Unrelated Photo of Cold Weather #1
One of the joys of analogue photography is that you rarely know what you’ve done wrong until long after the picture has been taken. No matter how rigorous your procedures, analogue always remains a bit dodgy. Film gets loaded wrong. Developer goes bad. Negatives get scratched. Etc. Etc. Etc. Of all the things that can go wrong, few of them are detectable at the moment you take the picture, leaving you free to enjoy the act of snapping the shutter.
Unrelated Photo of Cold Weather #2
This thought came to me yesterday while I was walking around in 30 MPH winds with freezing fingers and ears, practically giggling to myself as I snapped pictures of the freezing rain blowing across the fields. Work had taken me out to the far edge of campus, where all mid-western colleges turn into farm stations. The weather had turned from a sticky, foggy 60 F to a windy, nasty 30 F in just a few hours. The fog was freezing. Visibility was low. And the dirt road lined with telephones polls was suddenly a thing of beauty. So too the frosty fields and the wind itself.
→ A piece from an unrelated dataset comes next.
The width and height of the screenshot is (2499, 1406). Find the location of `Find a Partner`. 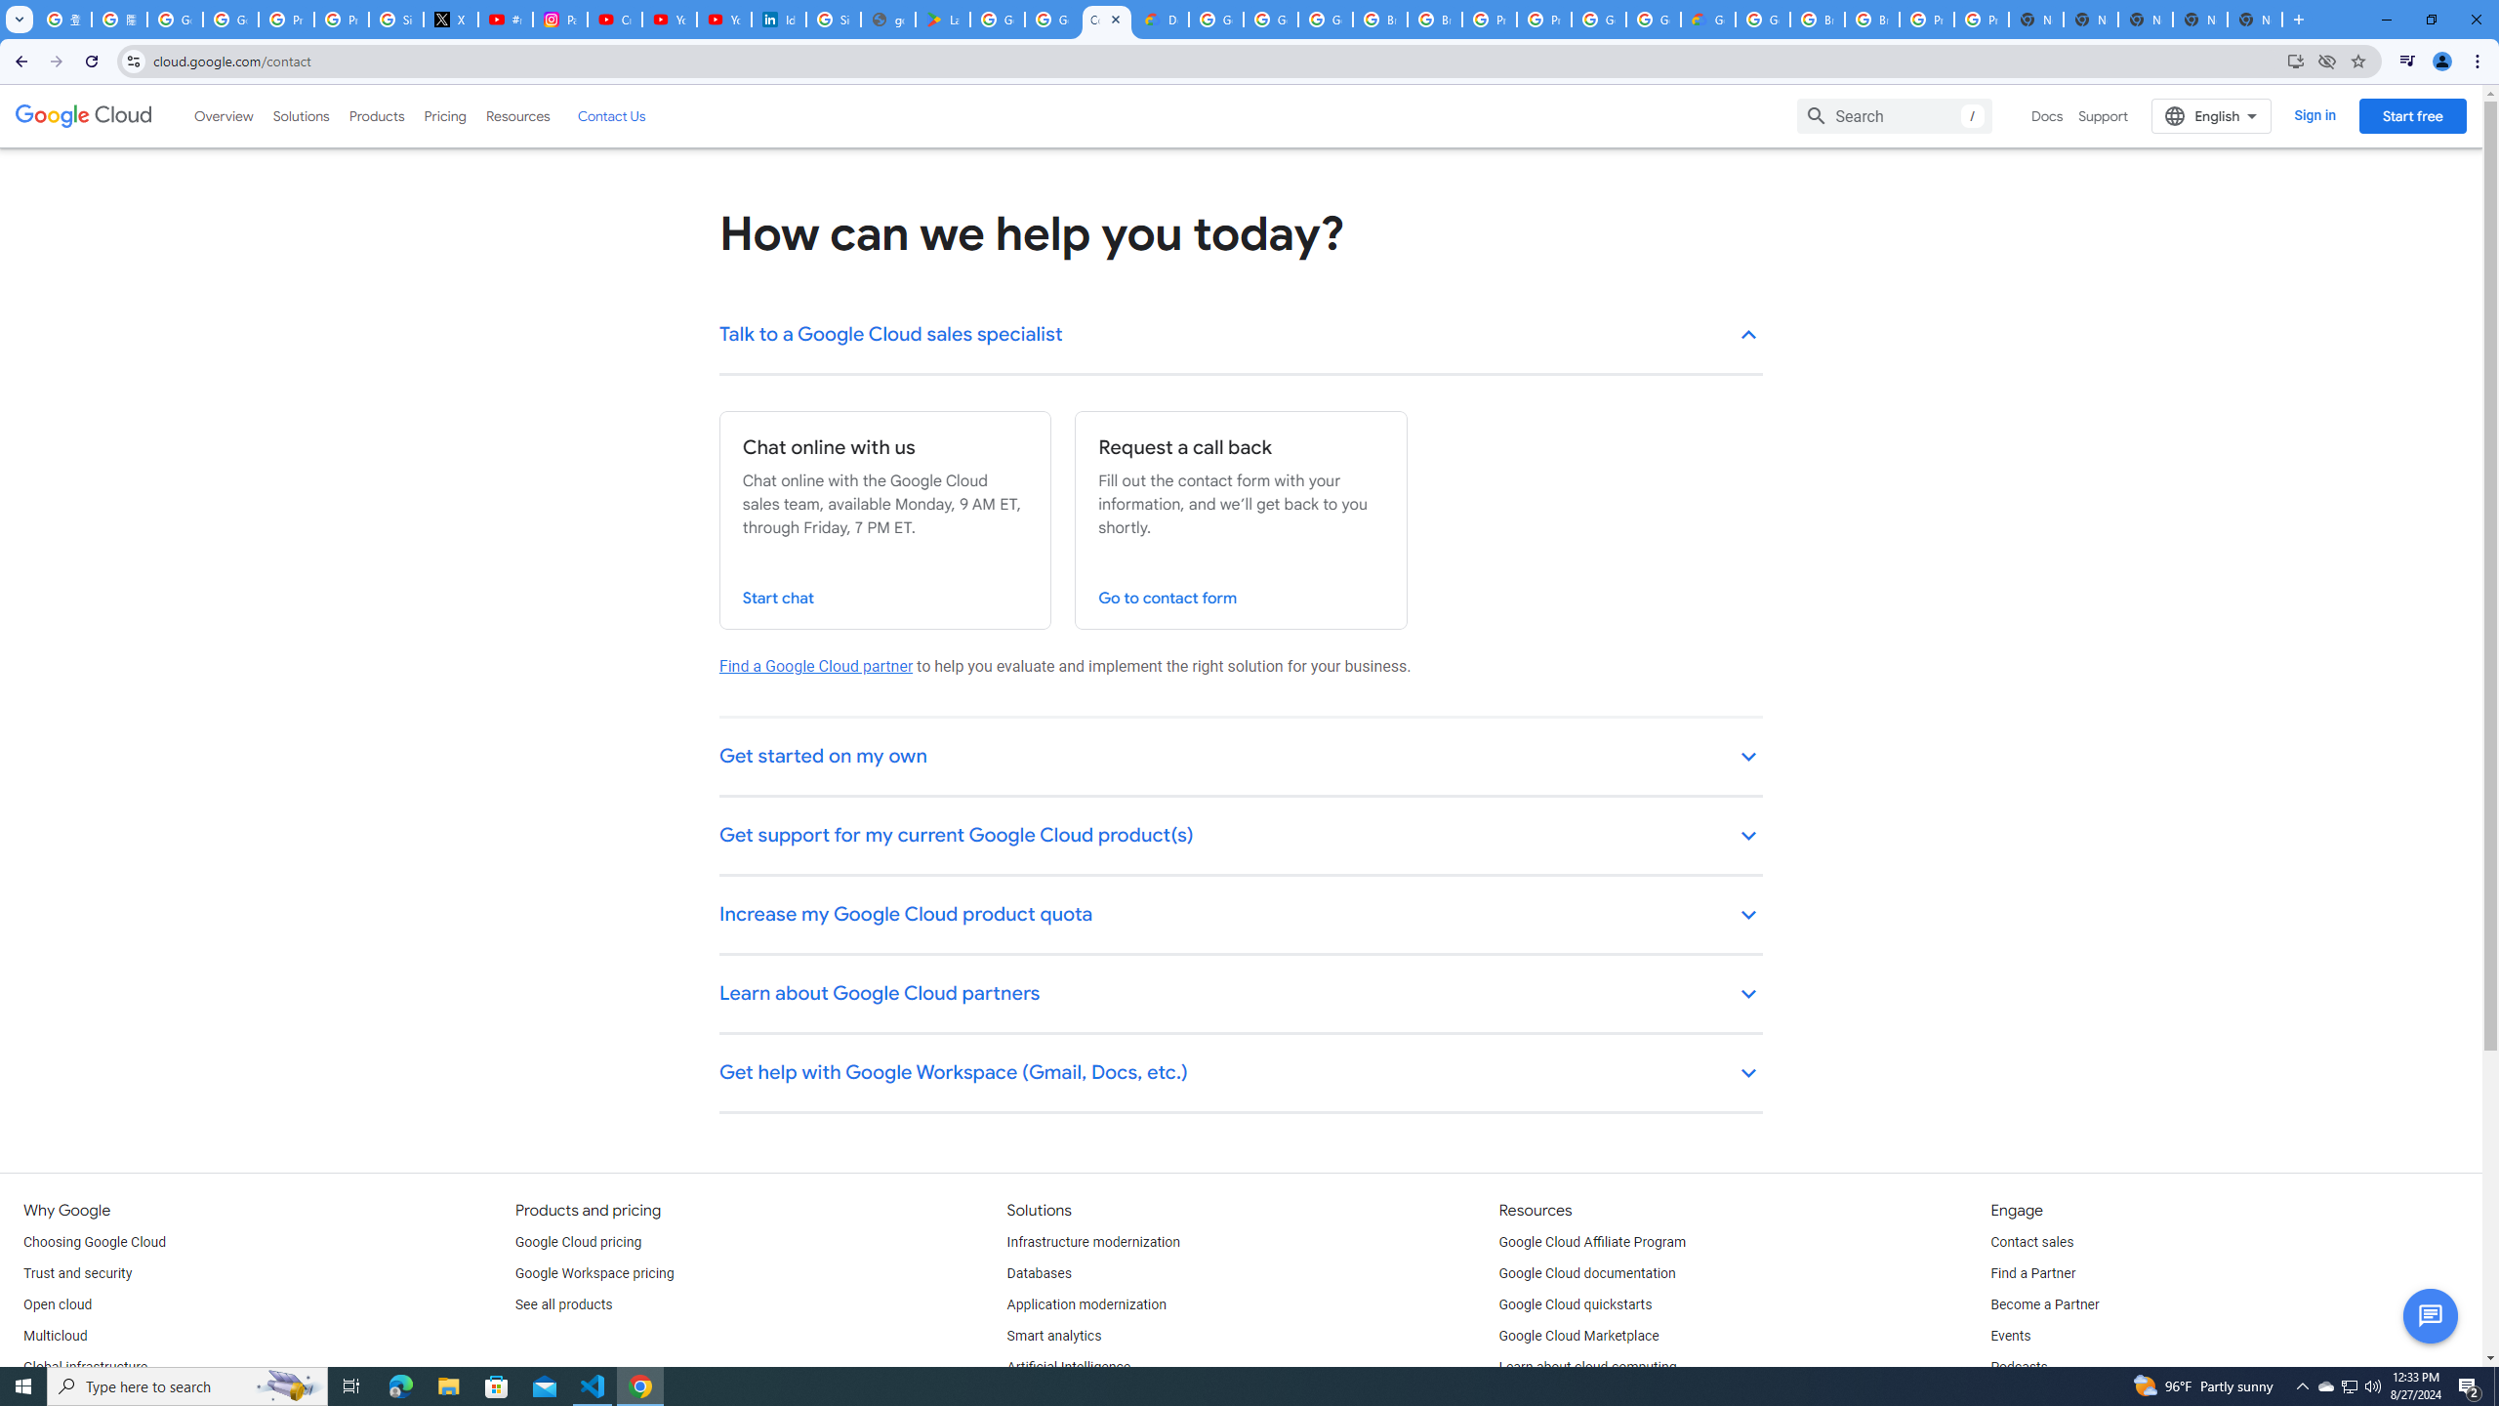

I couldn’t help borrowing a few minutes from the State of Illinois to quickly shoot half a roll (I’ll come in early some morning later this week to make it up to them).
Unrelated Photo of Cold Weather #3
I have no idea if the pictures are any good, and I won’t know until I get a chance to develop the roll this weekend. Until then, I’m content to believe they turned out gorgeous. Who says photography is just about results?